The film does take-off at this point and revels in the excess of 1980s new rich, but at the sacrifice of spending more time with the budding bromance between Acosta and Wells. In fact, Gold never quite settles on what exactly is the focus, or emotional anchor, of the film. The camera is preoccupied with McConaughey’s performance- and rightly so. He is having a lot of fun bringing Wells to life, but even though the man is charismatic, he is neither a hero nor an antihero. He is not a good enough man to root for, but I was not celebrating his demise either. Admittedly he is interesting to watch, but playing him off of Acosta or an antagonist would have given Gold the focus it needs to be a more engaging film.
Another minor issue within Gold is its female characters.
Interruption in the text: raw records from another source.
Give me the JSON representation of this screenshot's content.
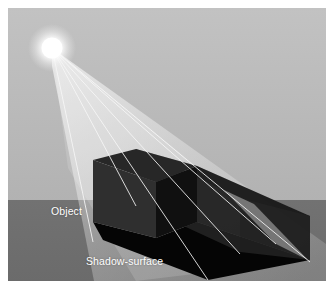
{
  "figure": {
    "labels": [
      {
        "id": "object",
        "text": "Object",
        "x": 43,
        "y": 197
      },
      {
        "id": "shadow-surface",
        "text": "Shadow-surface",
        "x": 78,
        "y": 247
      }
    ]
  },
  "scene": {
    "width": 318,
    "height": 273,
    "sky_color": "#b9b9b9",
    "ground_color": "#6f6f6f",
    "horizon_y": 192,
    "light": {
      "name": "light-source",
      "x": 44,
      "y": 40,
      "radius": 13,
      "core_color": "#ffffff",
      "glow_color": "#f2f2f2"
    },
    "object_box": {
      "name": "object-box",
      "top_face_color": "#272727",
      "left_face_color": "#2e2e2e",
      "right_face_color": "#101010",
      "top_face": "85,152 128,141 189,158 148,174",
      "left_face": "85,152 148,174 148,230 85,214",
      "right_face": "148,174 189,158 189,214 148,230"
    },
    "shadow_volume": {
      "name": "shadow-volume",
      "fill_color": "#9c9c9c",
      "opacity": 0.55,
      "faces": [
        {
          "name": "volume-top-face",
          "points": "128,141 189,158 302,208 232,190",
          "color": "#8d8d8d",
          "opacity": 0.6
        },
        {
          "name": "volume-side-face",
          "points": "189,158 302,208 302,252 189,214",
          "color": "#151515",
          "opacity": 0.9
        },
        {
          "name": "volume-front-face",
          "points": "128,141 232,190 232,244 128,196",
          "color": "#303030",
          "opacity": 0.75
        }
      ]
    },
    "ground_shadow": {
      "name": "ground-shadow",
      "color": "#050505",
      "points": "85,214 148,230 189,214 302,252 200,272 95,232"
    },
    "light_rays": {
      "name": "light-rays",
      "color": "#f4f4f4",
      "cone_opacity": 0.45,
      "ray_opacity": 0.95,
      "rays": [
        {
          "x2": 85,
          "y2": 232
        },
        {
          "x2": 128,
          "y2": 196
        },
        {
          "x2": 200,
          "y2": 272
        },
        {
          "x2": 232,
          "y2": 244
        },
        {
          "x2": 268,
          "y2": 234
        },
        {
          "x2": 302,
          "y2": 252
        }
      ]
    }
  }
}
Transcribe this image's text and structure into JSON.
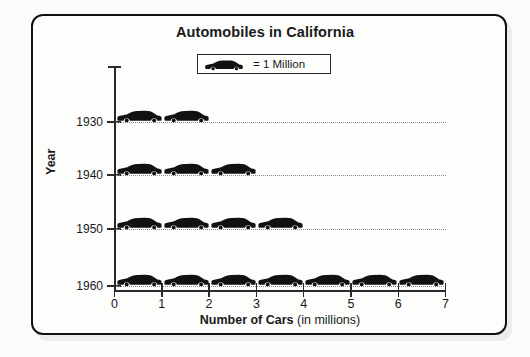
{
  "figure": {
    "title": "Automobiles in California",
    "legend": {
      "icon": "car-icon",
      "text": "= 1 Million"
    },
    "y_axis_title": "Year",
    "x_axis_title_bold": "Number of Cars",
    "x_axis_title_rest": " (in millions)"
  },
  "chart_data": {
    "type": "bar",
    "subtype": "pictograph",
    "title": "Automobiles in California",
    "xlabel": "Number of Cars (in millions)",
    "ylabel": "Year",
    "orientation": "horizontal",
    "unit_symbol": "car-icon",
    "unit_value": 1,
    "unit_label": "= 1 Million",
    "categories": [
      "1930",
      "1940",
      "1950",
      "1960"
    ],
    "values": [
      2,
      3,
      4,
      7
    ],
    "icon_counts": [
      2,
      3,
      4,
      7
    ],
    "xlim": [
      0,
      7
    ],
    "xticks": [
      "0",
      "1",
      "2",
      "3",
      "4",
      "5",
      "6",
      "7"
    ],
    "yticks": [
      "1930",
      "1940",
      "1950",
      "1960"
    ],
    "grid": "horizontal-dotted",
    "legend_position": "top-center"
  },
  "colors": {
    "icon": "#111111",
    "frame": "#111111",
    "axis": "#2a2a2a",
    "grid": "#8e8e8e",
    "background": "#fdfdfc"
  }
}
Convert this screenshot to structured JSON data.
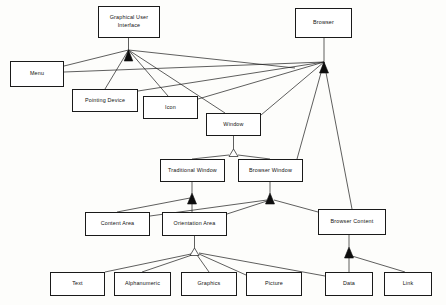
{
  "diagram": {
    "kind": "uml-class-generalization-diagram",
    "background_color": "#fdfdfb",
    "line_color": "#1a1a1a",
    "box_fill_color": "#ffffff",
    "nodes": [
      {
        "id": "gui",
        "label": "Graphical User\nInterface",
        "x": 98,
        "y": 6,
        "w": 62,
        "h": 32
      },
      {
        "id": "browser",
        "label": "Browser",
        "x": 295,
        "y": 8,
        "w": 57,
        "h": 30
      },
      {
        "id": "menu",
        "label": "Menu",
        "x": 10,
        "y": 61,
        "w": 54,
        "h": 26
      },
      {
        "id": "pointing-device",
        "label": "Pointing Device",
        "x": 72,
        "y": 89,
        "w": 66,
        "h": 23
      },
      {
        "id": "icon",
        "label": "Icon",
        "x": 143,
        "y": 96,
        "w": 55,
        "h": 23
      },
      {
        "id": "window",
        "label": "Window",
        "x": 206,
        "y": 113,
        "w": 55,
        "h": 23
      },
      {
        "id": "traditional-window",
        "label": "Traditional Window",
        "x": 160,
        "y": 159,
        "w": 65,
        "h": 23
      },
      {
        "id": "browser-window",
        "label": "Browser Window",
        "x": 238,
        "y": 159,
        "w": 65,
        "h": 23
      },
      {
        "id": "content-area",
        "label": "Content Area",
        "x": 85,
        "y": 212,
        "w": 65,
        "h": 24
      },
      {
        "id": "orientation-area",
        "label": "Orientation Area",
        "x": 162,
        "y": 212,
        "w": 65,
        "h": 24
      },
      {
        "id": "browser-content",
        "label": "Browser Content",
        "x": 318,
        "y": 209,
        "w": 68,
        "h": 26
      },
      {
        "id": "text",
        "label": "Text",
        "x": 50,
        "y": 272,
        "w": 55,
        "h": 24
      },
      {
        "id": "alphanumeric",
        "label": "Alphanumeric",
        "x": 114,
        "y": 272,
        "w": 57,
        "h": 24
      },
      {
        "id": "graphics",
        "label": "Graphics",
        "x": 181,
        "y": 272,
        "w": 56,
        "h": 24
      },
      {
        "id": "picture",
        "label": "Picture",
        "x": 246,
        "y": 272,
        "w": 56,
        "h": 24
      },
      {
        "id": "data",
        "label": "Data",
        "x": 325,
        "y": 272,
        "w": 48,
        "h": 24
      },
      {
        "id": "link",
        "label": "Link",
        "x": 384,
        "y": 272,
        "w": 48,
        "h": 24
      }
    ],
    "generalizations": [
      {
        "parent": "gui",
        "children": [
          "menu",
          "pointing-device",
          "icon",
          "window",
          "browser"
        ],
        "arrow": "filled"
      },
      {
        "parent": "browser",
        "children": [
          "menu",
          "icon",
          "window",
          "browser-window",
          "browser-content"
        ],
        "arrow": "filled"
      },
      {
        "parent": "window",
        "children": [
          "traditional-window",
          "browser-window"
        ],
        "arrow": "hollow"
      },
      {
        "parent": "traditional-window",
        "children": [
          "content-area",
          "orientation-area"
        ],
        "arrow": "filled"
      },
      {
        "parent": "browser-window",
        "children": [
          "content-area",
          "orientation-area",
          "browser-content"
        ],
        "arrow": "filled"
      },
      {
        "parent": "orientation-area",
        "children": [
          "text",
          "alphanumeric",
          "graphics",
          "picture",
          "data"
        ],
        "arrow": "hollow"
      },
      {
        "parent": "browser-content",
        "children": [
          "picture",
          "data",
          "link"
        ],
        "arrow": "filled"
      }
    ]
  }
}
Aside from the objectified ones, Wells encounters with his newly found riches, the only female character of note is Kay (Bryce Dallas Howard). She is Wells’s girlfriend, who seems to only exist so that Wells can explain mining to the audience without directly speaking to them. Instead he gets to tell Kay all of these basic concepts, and we learn his plans that way. She is the sounding board for Wells’s dumbed-down schemes. Kay is a woman with simple tastes. She works at a furniture store, and waits tables at the bar when she needs the cash. Kay does not have any aspirations to make it out of her hometown of Reno, and she likes it that way. Kay is painfully boring. And standing next to Wells and his BFF Acosta, Kay shrivels into a one-dimensional caricature of a person. This is not to say that Howard gives a sub-par performance, rather she is given nothing interesting to do.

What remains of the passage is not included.